RINGLEADER’S REVOLTINNOVA RECORDING2004

Lineup: Brian Carpenter (trumpet, slide trumpet); Ron Caswell (tuba); Jerome Deupree (drums); Jim Hobbs (alto saxophone); Brandon Seabrook (tenor banjo);

Alec K. Redfearn (accordion)

“…Beat Circus operates on a musical boundary hardly ever performed live or even heard on record. Their performances on this release…have a jumping dramatic flair with a clear – almost visual – goal that corresponds with the individual titles, as well as the overarching subject matter, which stands for salient moments during a circus show. …

Because of its jazz era “oompa-oompa” swing core, “The Mack” might very well be one of the most readily decipherable cuts, although it’s hardly predictable. It features an energetic and engaging series of solos from sax and banjo, as well as a slurred tuba solo, which has a verbal quality. Its coda is a free-for-all counterpoint.

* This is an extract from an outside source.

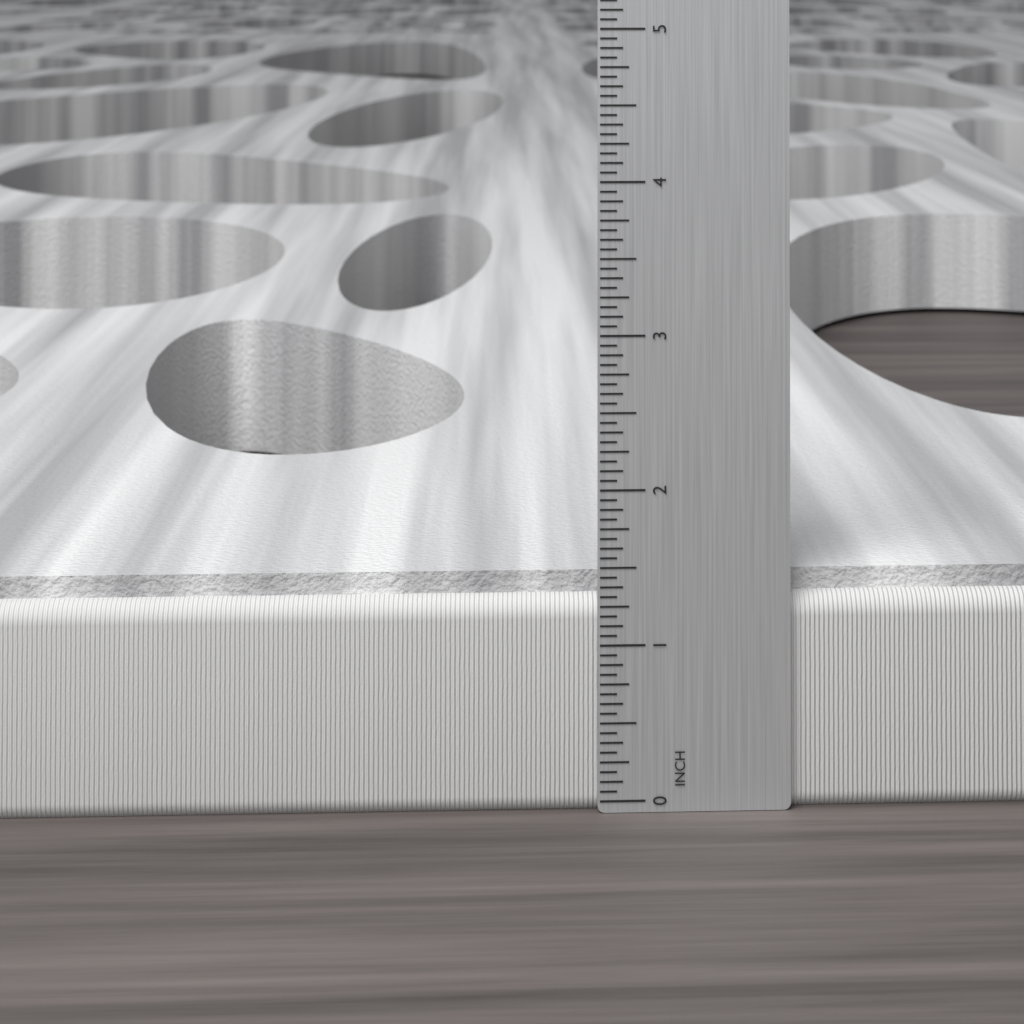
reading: 1.4375 in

Ringleader’s Revolt, one of my preferred releases of 2004, is a premiere example of musical wittiness and unpredictability. After all, where else are you going to hear the metaphorical use of phrases such as “….aphids on a martini shaker…” or “…Like an army of living pogo sticks, they jack hammered their way to a new life…” but in a performance of “Escape From the Big House”?”